Were you really being selfish? Or were you in survival mode without realizing it?
This is a question that I often ask my clients when they say “I feel like I’m being selfish.”
In order to understand the question, we need to go into a bit of therapy lingo.
Adaptive Information Processing, or AIP for short (not to be confused with the diet) is the theory behind EMDR.
Basically, what AIP says, is that your brain has accumulated data over the years, and it is responding to that data in the best way that it knows how. You have created strategies for survival, and you are going to keWep using those strategies until 2 things happen
1) Your brain accesses something new that is a possible strategy for the scenario AND
2) Your brain trusts that this new strategy will work at least as well as the strategy it was using up to this point.
Look at your behavior as strategic for a moment. As you examine it, were you really coming from a place of selfishness, or were you just using the tools you had at the moment, in order to ensure your safety? I can’t answer that for you, only you can know your inner motive and heart.
Maybe you screamed and threw a fit like a three-year-old. Look deep inside right before the tantrum, what were you feeling?
Maybe you shut down and avoided, gave short answers, and didn’t really engage. Look at what happened right before the shutdown- what were you feeling at that moment?
If Fear was at play before your strategy came out, there’s a good chance your behaviors were for survival purposes. This does not excuse your behaviors, but it might help explain them. Sure it may look selfish on the outside, but I’m willing to look inside. Are you?
If you want to give yourself new strategies and don’t want to keep hurting others or yourself- try mindfulness, reading the book “Getting Past Your Past” by Francine Shapiro, or going to therapy. This can help give your brain the two things it needs in order to replace the old strategies. Remember, your brain will continue to use the strategies it knows well until you build another path forward.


**DIRECTIONS FOR THIS TASK**
For these records, count the lines containing the word "Percentage" and respond with the number alone.

**SUPPLIED DATA**
++++++

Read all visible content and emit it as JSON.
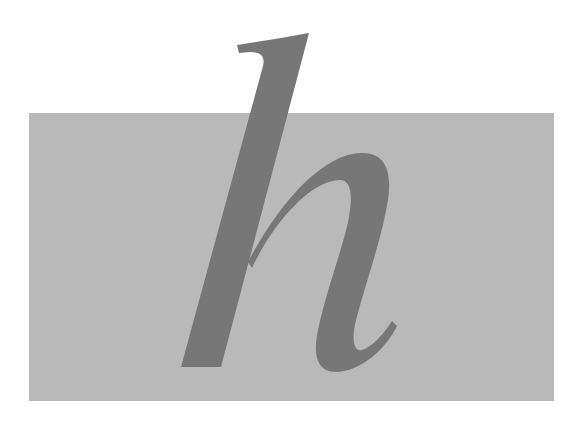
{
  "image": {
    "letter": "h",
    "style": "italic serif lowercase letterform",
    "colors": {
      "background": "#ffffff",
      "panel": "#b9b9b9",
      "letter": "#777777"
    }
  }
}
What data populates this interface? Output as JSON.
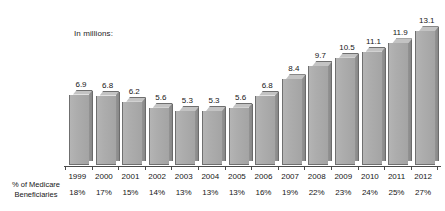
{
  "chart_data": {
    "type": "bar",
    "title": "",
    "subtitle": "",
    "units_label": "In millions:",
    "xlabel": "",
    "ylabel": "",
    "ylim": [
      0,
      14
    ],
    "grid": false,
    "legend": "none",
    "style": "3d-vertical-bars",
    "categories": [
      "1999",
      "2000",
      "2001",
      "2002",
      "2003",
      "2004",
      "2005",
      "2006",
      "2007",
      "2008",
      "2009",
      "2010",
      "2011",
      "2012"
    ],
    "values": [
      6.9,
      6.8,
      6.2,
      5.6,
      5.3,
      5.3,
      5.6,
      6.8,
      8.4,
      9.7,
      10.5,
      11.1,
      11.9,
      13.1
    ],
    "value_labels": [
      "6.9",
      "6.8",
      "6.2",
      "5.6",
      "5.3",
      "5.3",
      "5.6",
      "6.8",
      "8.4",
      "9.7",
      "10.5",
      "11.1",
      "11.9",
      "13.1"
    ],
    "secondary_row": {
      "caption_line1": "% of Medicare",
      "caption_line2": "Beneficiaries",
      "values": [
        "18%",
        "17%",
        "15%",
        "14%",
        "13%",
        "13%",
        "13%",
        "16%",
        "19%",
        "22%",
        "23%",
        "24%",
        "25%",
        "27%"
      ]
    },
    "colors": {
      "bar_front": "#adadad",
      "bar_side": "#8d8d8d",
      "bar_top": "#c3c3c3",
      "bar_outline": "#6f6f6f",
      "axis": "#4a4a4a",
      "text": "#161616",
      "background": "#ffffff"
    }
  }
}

++++++

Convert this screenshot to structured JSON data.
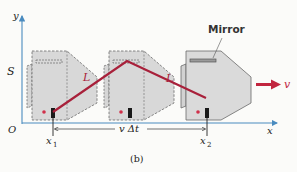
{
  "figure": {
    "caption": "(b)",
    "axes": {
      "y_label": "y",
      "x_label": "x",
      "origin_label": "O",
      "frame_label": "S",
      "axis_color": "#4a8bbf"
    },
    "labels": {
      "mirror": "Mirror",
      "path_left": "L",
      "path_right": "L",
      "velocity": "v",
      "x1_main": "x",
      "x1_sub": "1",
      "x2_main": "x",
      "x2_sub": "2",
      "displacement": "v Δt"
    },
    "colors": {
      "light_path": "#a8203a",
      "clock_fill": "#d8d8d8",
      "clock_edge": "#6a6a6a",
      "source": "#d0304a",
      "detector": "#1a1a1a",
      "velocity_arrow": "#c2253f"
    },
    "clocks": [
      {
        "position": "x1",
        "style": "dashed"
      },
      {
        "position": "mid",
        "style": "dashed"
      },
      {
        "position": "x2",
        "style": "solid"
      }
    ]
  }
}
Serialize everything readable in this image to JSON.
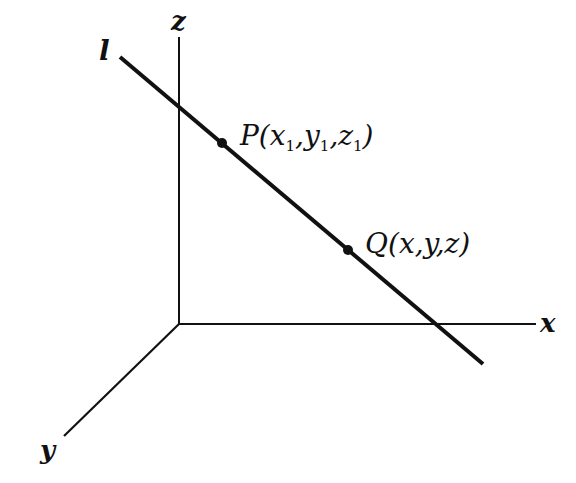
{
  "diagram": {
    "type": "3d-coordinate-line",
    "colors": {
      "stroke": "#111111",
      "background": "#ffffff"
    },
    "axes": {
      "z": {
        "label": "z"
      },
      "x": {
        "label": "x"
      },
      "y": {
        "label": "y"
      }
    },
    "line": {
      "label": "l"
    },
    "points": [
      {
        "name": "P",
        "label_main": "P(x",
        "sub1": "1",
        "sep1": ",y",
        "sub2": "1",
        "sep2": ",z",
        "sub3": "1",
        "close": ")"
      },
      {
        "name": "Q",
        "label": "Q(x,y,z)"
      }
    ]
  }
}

++++++

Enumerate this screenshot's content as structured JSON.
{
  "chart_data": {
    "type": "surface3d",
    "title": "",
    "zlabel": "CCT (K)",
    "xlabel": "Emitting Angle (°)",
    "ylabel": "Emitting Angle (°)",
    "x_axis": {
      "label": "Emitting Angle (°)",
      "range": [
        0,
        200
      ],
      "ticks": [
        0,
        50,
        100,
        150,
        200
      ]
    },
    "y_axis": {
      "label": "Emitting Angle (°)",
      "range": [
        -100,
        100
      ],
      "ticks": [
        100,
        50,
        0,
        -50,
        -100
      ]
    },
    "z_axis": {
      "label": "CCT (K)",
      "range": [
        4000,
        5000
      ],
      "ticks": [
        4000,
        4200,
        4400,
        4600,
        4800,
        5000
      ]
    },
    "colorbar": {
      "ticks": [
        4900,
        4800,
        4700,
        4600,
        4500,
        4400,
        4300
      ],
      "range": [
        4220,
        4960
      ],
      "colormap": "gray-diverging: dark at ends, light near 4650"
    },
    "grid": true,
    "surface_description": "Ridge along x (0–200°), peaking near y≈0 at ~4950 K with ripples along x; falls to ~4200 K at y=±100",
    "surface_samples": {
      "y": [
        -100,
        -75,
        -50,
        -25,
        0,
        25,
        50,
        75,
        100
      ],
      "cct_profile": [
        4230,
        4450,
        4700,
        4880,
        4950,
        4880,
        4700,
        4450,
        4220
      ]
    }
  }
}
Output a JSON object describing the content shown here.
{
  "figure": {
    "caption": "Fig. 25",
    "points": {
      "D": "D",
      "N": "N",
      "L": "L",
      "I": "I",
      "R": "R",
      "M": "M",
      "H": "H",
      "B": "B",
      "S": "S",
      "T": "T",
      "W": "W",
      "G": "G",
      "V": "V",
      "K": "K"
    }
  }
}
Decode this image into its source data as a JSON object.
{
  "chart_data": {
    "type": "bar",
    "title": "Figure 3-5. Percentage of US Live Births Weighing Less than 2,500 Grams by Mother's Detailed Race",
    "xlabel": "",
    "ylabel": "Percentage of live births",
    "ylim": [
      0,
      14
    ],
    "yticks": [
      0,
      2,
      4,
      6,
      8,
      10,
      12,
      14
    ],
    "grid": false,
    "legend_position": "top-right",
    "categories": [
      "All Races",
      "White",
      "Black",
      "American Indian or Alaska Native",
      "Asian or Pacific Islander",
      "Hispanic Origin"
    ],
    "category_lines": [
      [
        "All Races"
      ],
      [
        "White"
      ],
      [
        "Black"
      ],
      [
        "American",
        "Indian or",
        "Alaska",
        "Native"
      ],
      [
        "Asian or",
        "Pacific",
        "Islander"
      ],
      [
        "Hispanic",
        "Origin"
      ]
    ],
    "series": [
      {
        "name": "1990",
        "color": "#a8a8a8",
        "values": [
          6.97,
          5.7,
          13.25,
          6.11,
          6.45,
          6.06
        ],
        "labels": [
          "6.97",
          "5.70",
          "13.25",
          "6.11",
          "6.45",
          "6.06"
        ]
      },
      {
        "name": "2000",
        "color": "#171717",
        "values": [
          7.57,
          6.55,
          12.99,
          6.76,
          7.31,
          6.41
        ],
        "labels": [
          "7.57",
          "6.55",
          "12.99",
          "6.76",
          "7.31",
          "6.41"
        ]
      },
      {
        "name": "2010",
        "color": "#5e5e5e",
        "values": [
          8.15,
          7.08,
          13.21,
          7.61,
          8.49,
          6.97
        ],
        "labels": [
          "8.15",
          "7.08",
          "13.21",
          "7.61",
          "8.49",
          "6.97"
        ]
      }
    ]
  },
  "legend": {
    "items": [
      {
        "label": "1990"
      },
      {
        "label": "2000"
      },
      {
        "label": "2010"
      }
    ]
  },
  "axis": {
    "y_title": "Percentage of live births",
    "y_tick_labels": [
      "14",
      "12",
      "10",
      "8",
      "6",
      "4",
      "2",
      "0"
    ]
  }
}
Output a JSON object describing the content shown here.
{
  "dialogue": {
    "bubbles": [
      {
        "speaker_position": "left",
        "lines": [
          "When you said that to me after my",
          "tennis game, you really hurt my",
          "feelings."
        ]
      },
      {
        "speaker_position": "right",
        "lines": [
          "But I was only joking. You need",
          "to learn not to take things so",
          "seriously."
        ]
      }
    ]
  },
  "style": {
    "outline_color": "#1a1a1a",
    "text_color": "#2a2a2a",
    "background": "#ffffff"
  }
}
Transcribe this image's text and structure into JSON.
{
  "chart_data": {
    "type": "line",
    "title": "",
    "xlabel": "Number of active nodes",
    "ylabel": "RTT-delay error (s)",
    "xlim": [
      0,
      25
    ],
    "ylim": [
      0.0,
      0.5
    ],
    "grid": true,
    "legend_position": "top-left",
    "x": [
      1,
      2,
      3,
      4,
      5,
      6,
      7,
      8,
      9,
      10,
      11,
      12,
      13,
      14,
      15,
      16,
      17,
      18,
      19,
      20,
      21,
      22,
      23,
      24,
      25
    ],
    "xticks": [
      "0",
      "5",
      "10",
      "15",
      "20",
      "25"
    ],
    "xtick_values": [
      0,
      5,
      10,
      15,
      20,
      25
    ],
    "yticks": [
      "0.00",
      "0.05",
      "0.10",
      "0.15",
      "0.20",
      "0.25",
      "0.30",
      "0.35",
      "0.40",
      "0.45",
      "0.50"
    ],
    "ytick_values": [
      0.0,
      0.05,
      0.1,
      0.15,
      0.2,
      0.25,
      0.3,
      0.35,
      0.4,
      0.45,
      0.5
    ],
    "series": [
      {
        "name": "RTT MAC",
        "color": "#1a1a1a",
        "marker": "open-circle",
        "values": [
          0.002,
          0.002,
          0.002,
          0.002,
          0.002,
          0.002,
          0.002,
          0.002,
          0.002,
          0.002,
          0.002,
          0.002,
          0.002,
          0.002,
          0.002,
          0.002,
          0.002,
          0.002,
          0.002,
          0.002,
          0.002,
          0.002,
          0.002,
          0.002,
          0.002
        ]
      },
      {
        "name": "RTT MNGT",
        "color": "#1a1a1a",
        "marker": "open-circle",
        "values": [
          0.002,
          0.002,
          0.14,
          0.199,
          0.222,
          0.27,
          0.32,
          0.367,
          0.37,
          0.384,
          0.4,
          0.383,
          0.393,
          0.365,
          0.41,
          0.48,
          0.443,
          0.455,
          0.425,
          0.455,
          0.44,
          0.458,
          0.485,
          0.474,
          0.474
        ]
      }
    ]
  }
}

++++++

**EXERCISE SOLUTION**
3